For centuries, humankind had recorded images of reality with pen and brush. Ancient peoples had drawn pictures of the animals they hunted. In China and in Renaissance Europe, the painter's art became "fine" art as the artist captured not only perfect likenesses but a sense of drama and motion.
In the meantime, many people shared the dream of being able to preserve an image directly and immediately by mechanical means. The realization of this dream would be more than a scientific achievement, it would mark a turning point in the way we perceive our own as well as others' environment.
The dream had its roots in the principle of the camera obscura in which sunlight, reflected from an object and directed through a small hole into a dark room or box, will project an inverted image of the object onto the opposite wall. In 1717, German doctor T.H. Schulze discovered that silver chloride was darkened by light, and in 1824, Joseph Nicephore Niepce (ney-ops) (1765-1833) discovered that a sun-printed image could be permanently fixed by coating a metal plate with bitumen before placing it in a camera obscura for a prolonged exposure. The resulting picture was called a heliotype. In 1829, Niepce entered into a partnership with Louis-Jacques Daguerre (do-gar) (1789-1851) to perfect this method. In 1839, Daguerre unveiled the daguerreotype process. In 1879, George Eastman (1854-1932) of Rochester, New York, invented an emulsion coating machine that allowed him to manufacture photographic plates in quantity. In 1889, Eastman began marketing strips of celluloid with emulsion on them that could be used to make a series of photographic negatives. This idea of a "roll of film" cranked through a camera is still the basis of nearly all popular photography and eventually paved the way for motion pictures.
While Eastman's development made motion pictures possible, the underlying phenomenon, known as the persistence of vision, was understood by Leonardo da Vinci (1452-1519) as early as the fifteenth century. In the nineteenth century, inventors produced various hand-held devices in which one could view images arranged on a spinning wheel or disk that appeared to move. In 1889, William Friese-Greene (1855-1921) in England and Thomas Alva Edison (1847-1931) in the United States each decided to print multiple images on transparent fdm that could be projected.
Edison adapted this for use in his kine-tograph, which was the first camera specifically designed to film motion pictures, and his kinetoscope, which was the first motion picture projector. Both were patented in 1891, and the kinetoscope had its debut in New York as a peep-show device in 1893. Edison had failed to patent his inventions abroad, so it was possible for two brothers in France named Auguste (1862-1945) and Louis Lumiere (loo-myer') (1864-1948) to build what amounted to an improved version of Edison's kinetograph, which they called cinematographic The first large, full-scale projection of motion pictures on a theater wall which took place at the Grand Cafe in Paris on March 22, 1895. Edison went on to further refine his process, producing his own projector, the vitascope, which led to the first projection of a motion picture in a theater in the United States at Bial's Music Hall in New York City on April 23, 1896.
The impact of photography on all aspects of modern culture and commerce has been significant. Imagine how different modern mass communications would be without photographic images or motion pictures.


#### What to work on:
Show every line of the data that includes the word "region".
----- Data extract -----
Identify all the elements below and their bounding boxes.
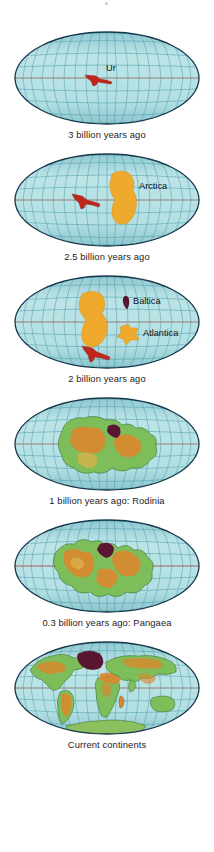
landmass-label-arctica: Arctica [139, 181, 168, 191]
landmass-label-atlantica: Atlantica [143, 328, 179, 338]
landmass-australia [150, 696, 175, 712]
caption-panel-rodinia: 1 billion years ago: Rodinia [49, 495, 164, 506]
panel-pangaea: 0.3 billion years ago: Pangaea [0, 518, 214, 628]
landmass-arctica-craton [110, 171, 137, 224]
globe-arctica: Arctica [12, 152, 202, 248]
landmass-label-ur: Ur [106, 63, 116, 73]
globe-pangaea [12, 518, 202, 614]
caption-panel-baltica-atlantica: 2 billion years ago [68, 373, 145, 384]
globe-current [12, 640, 202, 736]
globe-rodinia [12, 396, 202, 492]
globe-baltica-atlantica: Baltica Atlantica [12, 274, 202, 370]
panel-baltica-atlantica: Baltica Atlantica 2 billion years ago [0, 274, 214, 384]
continental-drift-figure: Ur 3 billion years ago [0, 0, 214, 852]
caption-panel-pangaea: 0.3 billion years ago: Pangaea [42, 617, 171, 628]
page-speck [105, 2, 108, 5]
caption-panel-arctica: 2.5 billion years ago [64, 251, 150, 262]
globe-ur: Ur [12, 30, 202, 126]
panel-current: Current continents [0, 640, 214, 750]
panel-rodinia: 1 billion years ago: Rodinia [0, 396, 214, 506]
panel-ur: Ur 3 billion years ago [0, 30, 214, 140]
landmass-label-baltica: Baltica [133, 296, 161, 306]
caption-panel-ur: 3 billion years ago [68, 129, 145, 140]
caption-panel-current: Current continents [68, 739, 146, 750]
panel-arctica: Arctica 2.5 billion years ago [0, 152, 214, 262]
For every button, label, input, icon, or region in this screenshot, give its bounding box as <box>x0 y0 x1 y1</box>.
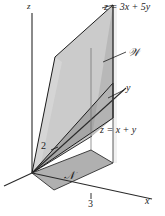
x-tick-3-label: 3 <box>88 199 93 209</box>
y-axis-negative-stub <box>4 173 32 186</box>
solid-region-label: 𝒲 <box>128 47 140 58</box>
top-plane-equation-label: z = 3x + 5y <box>104 2 150 12</box>
domain-region-label: 𝒩 <box>64 170 75 181</box>
right-vertical-wall <box>113 5 117 163</box>
bottom-plane-equation-label: z = x + y <box>100 125 136 135</box>
x-axis-label: x <box>145 196 149 206</box>
figure-canvas: z = 3x + 5y 𝒲 y z = x + y z x 𝒩 2 3 <box>0 0 165 216</box>
y-tick-2-label: 2 <box>41 141 46 151</box>
figure-graphics <box>0 0 165 216</box>
z-axis-label: z <box>27 2 31 11</box>
y-axis-label: y <box>126 83 130 93</box>
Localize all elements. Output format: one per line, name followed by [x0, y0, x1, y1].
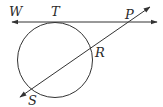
- label-r: R: [94, 45, 105, 60]
- label-w: W: [9, 4, 24, 19]
- geometry-diagram: W T P R S: [0, 0, 163, 107]
- label-s: S: [28, 93, 37, 107]
- label-t: T: [51, 4, 61, 19]
- label-p: P: [124, 7, 134, 22]
- circle: [18, 23, 93, 98]
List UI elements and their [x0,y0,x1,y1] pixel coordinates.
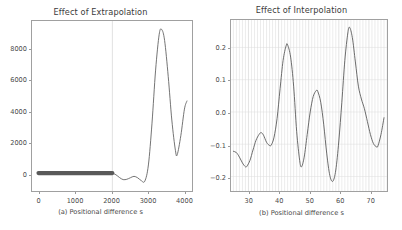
y-tick-label: 4000 [0,108,27,116]
x-tick-label: 4000 [176,197,193,205]
x-tick-label: 60 [336,197,344,205]
plot-area-interpolation [230,19,388,192]
x-tick-label: 0 [36,197,40,205]
plot-svg-extrapolation [32,21,192,191]
y-tick-label: 0.0 [201,109,226,117]
x-tick-mark [340,192,341,194]
y-tick-mark [29,112,31,113]
x-tick-mark [310,192,311,194]
y-tick-mark [228,113,230,114]
y-tick-mark [29,143,31,144]
extrapolation-curve [112,29,187,182]
y-tick-label: 2000 [0,139,27,147]
x-tick-mark [185,192,186,194]
chart-title-extrapolation: Effect of Extrapolation [0,7,201,17]
y-tick-mark [29,175,31,176]
y-tick-label: 8000 [0,45,27,53]
chart-panel-extrapolation: Effect of Extrapolation 0200040006000800… [0,0,201,230]
gridlines-vertical [233,20,387,191]
x-tick-label: 70 [366,197,374,205]
y-tick-label: 6000 [0,76,27,84]
x-tick-label: 3000 [140,197,157,205]
x-axis-label-interpolation: (b) Positional difference s [201,209,402,217]
y-tick-mark [29,80,31,81]
y-tick-mark [228,48,230,49]
x-tick-mark [279,192,280,194]
x-tick-label: 40 [275,197,283,205]
x-tick-mark [75,192,76,194]
y-tick-label: −0.2 [201,174,226,182]
y-tick-label: −0.1 [201,142,226,150]
x-tick-mark [249,192,250,194]
x-tick-label: 30 [244,197,252,205]
chart-panel-interpolation: Effect of Interpolation −0.2−0.10.00.10.… [201,0,402,230]
y-tick-mark [228,146,230,147]
plot-svg-interpolation [231,20,387,191]
x-tick-mark [371,192,372,194]
y-tick-mark [228,80,230,81]
chart-title-interpolation: Effect of Interpolation [201,5,402,15]
y-tick-mark [228,178,230,179]
x-tick-mark [39,192,40,194]
y-tick-label: 0 [0,171,27,179]
x-tick-label: 50 [305,197,313,205]
x-tick-label: 1000 [67,197,84,205]
figure-container: Effect of Extrapolation 0200040006000800… [0,0,402,230]
x-tick-mark [112,192,113,194]
x-axis-label-extrapolation: (a) Positional difference s [0,208,201,216]
x-tick-label: 2000 [103,197,120,205]
x-tick-mark [148,192,149,194]
plot-area-extrapolation [31,20,193,192]
y-tick-label: 0.1 [201,76,226,84]
y-tick-label: 0.2 [201,44,226,52]
y-tick-mark [29,49,31,50]
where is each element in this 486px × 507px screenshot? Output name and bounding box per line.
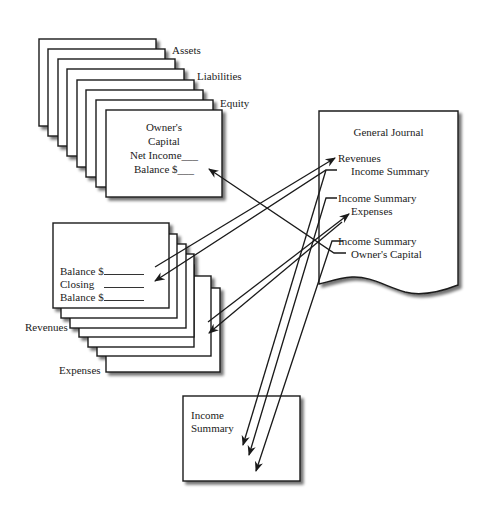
closing-blank bbox=[104, 277, 144, 288]
journal-entry-1-credit: Income Summary bbox=[351, 165, 430, 178]
owners-capital-net-income: Net Income___ bbox=[106, 149, 222, 162]
balance-blank-1 bbox=[104, 264, 144, 275]
journal-entry-2-debit: Income Summary bbox=[338, 192, 417, 205]
balance-label-1: Balance $ bbox=[60, 265, 104, 277]
temp-card-closing: Closing bbox=[60, 277, 144, 291]
balance-blank-2 bbox=[104, 290, 144, 301]
temp-card-balance-1: Balance $ bbox=[60, 264, 144, 278]
journal-entry-3-debit: Income Summary bbox=[338, 235, 417, 248]
owners-capital-title-2: Capital bbox=[106, 135, 222, 148]
label-assets: Assets bbox=[172, 44, 201, 57]
journal-entry-2-credit: Expenses bbox=[351, 205, 393, 218]
closing-label: Closing bbox=[60, 278, 94, 290]
temp-card-balance-2: Balance $ bbox=[60, 290, 144, 304]
owners-capital-balance: Balance $___ bbox=[106, 163, 222, 176]
balance-label-2: Balance $ bbox=[60, 291, 104, 303]
label-liabilities: Liabilities bbox=[197, 70, 242, 83]
income-summary-title-1: Income bbox=[191, 409, 224, 422]
general-journal-title: General Journal bbox=[319, 126, 458, 139]
label-expenses: Expenses bbox=[59, 364, 101, 377]
journal-entry-3-credit: Owner's Capital bbox=[351, 248, 422, 261]
owners-capital-title-1: Owner's bbox=[106, 121, 222, 134]
income-summary-title-2: Summary bbox=[191, 422, 234, 435]
journal-entry-1-debit: Revenues bbox=[338, 152, 381, 165]
label-equity: Equity bbox=[220, 97, 249, 110]
label-revenues: Revenues bbox=[25, 321, 68, 334]
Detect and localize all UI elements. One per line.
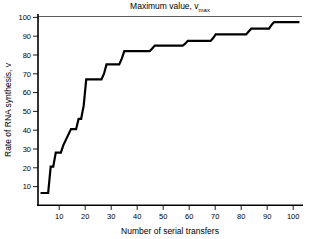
x-axis-title: Number of serial transfers xyxy=(121,226,219,236)
y-axis-tick-labels: 100 90 80 70 60 50 40 30 20 10 xyxy=(18,13,31,191)
chart-figure: Maximum value, vmax 100 90 80 70 60 50 4 xyxy=(0,0,309,239)
y-tick-label: 60 xyxy=(23,88,31,97)
chart-title-main: Maximum value, v xyxy=(130,1,199,11)
x-axis-tick-labels: 10 20 30 40 50 60 70 80 90 100 xyxy=(55,212,299,221)
y-axis-title: Rate of RNA synthesis, v xyxy=(3,62,13,157)
x-tick-label: 30 xyxy=(107,212,115,221)
y-tick-label: 30 xyxy=(23,145,31,154)
x-tick-label: 10 xyxy=(55,212,63,221)
y-tick-label: 40 xyxy=(23,126,31,135)
x-tick-label: 100 xyxy=(287,212,300,221)
x-tick-label: 60 xyxy=(185,212,193,221)
y-tick-label: 20 xyxy=(23,164,31,173)
x-tick-label: 70 xyxy=(211,212,219,221)
y-tick-label: 100 xyxy=(18,13,31,22)
x-tick-label: 40 xyxy=(133,212,141,221)
rna-synthesis-step-chart: Maximum value, vmax 100 90 80 70 60 50 4 xyxy=(0,0,309,239)
y-tick-label: 10 xyxy=(23,182,31,191)
x-tick-label: 90 xyxy=(263,212,271,221)
x-tick-label: 50 xyxy=(159,212,167,221)
chart-title: Maximum value, vmax xyxy=(130,1,210,13)
chart-title-subscript: max xyxy=(199,7,210,13)
x-tick-label: 20 xyxy=(81,212,89,221)
x-tick-label: 80 xyxy=(237,212,245,221)
y-tick-label: 90 xyxy=(23,32,31,41)
y-tick-label: 70 xyxy=(23,70,31,79)
rna-synthesis-curve xyxy=(41,22,300,193)
y-tick-label: 50 xyxy=(23,107,31,116)
y-tick-label: 80 xyxy=(23,51,31,60)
-----
#### Exercise output:
For every button, label, input, icon, or region in this screenshot, give its bounding box as <box>x0 y0 x1 y1</box>.
solid-region-label: 𝒲 <box>128 47 140 58</box>
domain-region-label: 𝒩 <box>64 170 75 181</box>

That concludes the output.